I love how at the bottom you put "Providing quality repair to:" and actually made individual pages for each location. I'm betting that would help your google ranking at least some.

You credit check all your clients? and you charge the same amount for remote work as you do to drive out? (small business page) I would rather have you drive out than do the remote work if I was an old minded customer who only works face to face, if it's the same price.

I'd give it an 8 out of 10. Definitely not bad, and that's being picky.
 
We only check credit for clients who request payment terms. That check pretty much consists of their checks clearing 2-3 times, a couple references, and what kind of impression we get from them. I don't actually pull credit on anyone, and we're pretty strict about cutting people off if they pay late. 30-day terms means 30 days, not 45.

The hourly rate is the same for remote and on-site, but on-site has a 1hr minimum and a travel fee. Remote is only a 15 minute minimum.

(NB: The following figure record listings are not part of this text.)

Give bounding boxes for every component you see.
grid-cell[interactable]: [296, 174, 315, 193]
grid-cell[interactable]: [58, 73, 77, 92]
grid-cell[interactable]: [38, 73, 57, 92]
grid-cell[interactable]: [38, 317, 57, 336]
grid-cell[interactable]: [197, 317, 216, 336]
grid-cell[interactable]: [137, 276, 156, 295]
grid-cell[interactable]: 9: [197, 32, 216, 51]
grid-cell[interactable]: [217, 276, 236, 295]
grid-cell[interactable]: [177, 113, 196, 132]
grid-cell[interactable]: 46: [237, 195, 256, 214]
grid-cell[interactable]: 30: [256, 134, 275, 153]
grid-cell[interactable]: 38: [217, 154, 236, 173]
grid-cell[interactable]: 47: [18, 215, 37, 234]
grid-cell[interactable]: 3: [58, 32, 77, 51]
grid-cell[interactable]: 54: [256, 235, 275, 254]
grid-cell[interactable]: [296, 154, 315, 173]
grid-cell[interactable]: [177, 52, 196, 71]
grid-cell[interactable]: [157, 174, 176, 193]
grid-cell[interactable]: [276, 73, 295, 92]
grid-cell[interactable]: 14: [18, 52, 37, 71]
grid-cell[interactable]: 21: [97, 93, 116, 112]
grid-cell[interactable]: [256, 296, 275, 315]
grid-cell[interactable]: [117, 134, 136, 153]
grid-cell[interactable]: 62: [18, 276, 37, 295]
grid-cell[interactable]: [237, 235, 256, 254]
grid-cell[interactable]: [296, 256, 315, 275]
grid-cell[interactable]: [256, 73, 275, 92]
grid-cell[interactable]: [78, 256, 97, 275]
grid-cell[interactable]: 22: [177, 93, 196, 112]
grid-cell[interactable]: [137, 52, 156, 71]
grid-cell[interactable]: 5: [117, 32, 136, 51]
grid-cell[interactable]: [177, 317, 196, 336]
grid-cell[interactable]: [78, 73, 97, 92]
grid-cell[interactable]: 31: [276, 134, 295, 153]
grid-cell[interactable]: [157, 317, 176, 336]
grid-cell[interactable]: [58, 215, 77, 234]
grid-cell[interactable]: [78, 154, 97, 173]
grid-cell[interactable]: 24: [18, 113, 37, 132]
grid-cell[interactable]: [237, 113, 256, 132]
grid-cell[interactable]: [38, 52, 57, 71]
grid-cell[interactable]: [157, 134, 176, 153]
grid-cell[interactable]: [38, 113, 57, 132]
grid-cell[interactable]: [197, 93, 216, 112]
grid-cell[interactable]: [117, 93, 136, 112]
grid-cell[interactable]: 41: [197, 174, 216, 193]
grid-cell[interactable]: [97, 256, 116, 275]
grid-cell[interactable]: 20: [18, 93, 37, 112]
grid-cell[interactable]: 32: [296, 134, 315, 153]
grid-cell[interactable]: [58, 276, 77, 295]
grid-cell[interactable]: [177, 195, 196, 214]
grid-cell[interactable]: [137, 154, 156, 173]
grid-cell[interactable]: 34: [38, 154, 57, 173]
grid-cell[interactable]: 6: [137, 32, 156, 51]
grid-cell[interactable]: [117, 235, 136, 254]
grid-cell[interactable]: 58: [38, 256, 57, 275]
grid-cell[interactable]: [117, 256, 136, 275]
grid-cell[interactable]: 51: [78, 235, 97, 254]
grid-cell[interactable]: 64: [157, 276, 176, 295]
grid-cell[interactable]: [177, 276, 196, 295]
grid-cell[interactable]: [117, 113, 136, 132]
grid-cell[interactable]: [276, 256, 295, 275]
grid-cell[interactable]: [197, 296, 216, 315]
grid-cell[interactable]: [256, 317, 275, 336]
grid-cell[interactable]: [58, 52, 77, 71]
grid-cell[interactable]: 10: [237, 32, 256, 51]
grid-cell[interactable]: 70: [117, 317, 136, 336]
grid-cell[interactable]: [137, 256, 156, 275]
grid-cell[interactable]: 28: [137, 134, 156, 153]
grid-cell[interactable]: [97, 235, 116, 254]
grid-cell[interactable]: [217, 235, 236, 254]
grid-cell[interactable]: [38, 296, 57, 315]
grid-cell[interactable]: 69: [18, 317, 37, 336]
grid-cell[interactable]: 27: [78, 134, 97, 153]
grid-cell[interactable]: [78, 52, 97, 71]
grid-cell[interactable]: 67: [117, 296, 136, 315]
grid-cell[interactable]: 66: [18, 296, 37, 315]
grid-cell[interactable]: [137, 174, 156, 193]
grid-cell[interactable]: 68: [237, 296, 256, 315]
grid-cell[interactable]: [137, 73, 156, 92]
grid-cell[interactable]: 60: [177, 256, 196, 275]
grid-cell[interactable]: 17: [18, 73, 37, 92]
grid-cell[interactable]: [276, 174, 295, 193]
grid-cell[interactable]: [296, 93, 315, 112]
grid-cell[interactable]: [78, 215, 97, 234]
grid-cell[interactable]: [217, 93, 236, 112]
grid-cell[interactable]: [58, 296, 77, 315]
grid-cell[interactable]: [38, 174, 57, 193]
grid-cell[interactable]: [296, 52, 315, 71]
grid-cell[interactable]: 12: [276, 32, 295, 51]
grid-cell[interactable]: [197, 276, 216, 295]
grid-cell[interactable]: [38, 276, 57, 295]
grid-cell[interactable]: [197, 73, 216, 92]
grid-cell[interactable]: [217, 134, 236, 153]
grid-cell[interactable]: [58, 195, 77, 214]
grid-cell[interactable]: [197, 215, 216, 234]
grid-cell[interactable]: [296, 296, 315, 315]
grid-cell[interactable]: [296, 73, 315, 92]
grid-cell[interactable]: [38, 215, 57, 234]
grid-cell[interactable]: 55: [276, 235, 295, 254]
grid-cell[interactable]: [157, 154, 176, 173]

I could see not posting your reviews if they aren't stellar, but for us it's one of our main selling points. It's easy to switch off though if that ever became an issue. I can also moderate which reviews get posted (can't change the overall star rating though) so I can hide any troll reviews from the website itself.

Making separate city pages was entirely motivated by SEO. There are some BIG caveats though for anyone who comes across this. You can't just slap the same content up and change out the city name or you'll seriously piss off Googlebot. I had to write unique content for each page, which was a huge pain in the neck. It's still not as unique as I'd like, but my plan is to roll out the site for now and pick a page a week to really refine. After I get over my burnout that is . . .
 
Nice site. It's fast. It's homely. Which means it tells me you're not focused on businesses.

Our big focus has always been not on fixing computers, but on helping people with their computer problems. It's about the people, not their devices. That's what I try to convey with all of our marketing. Really hi-tech looking marketing materials appeal to us techies, but not the average person. As techs we often forget about that.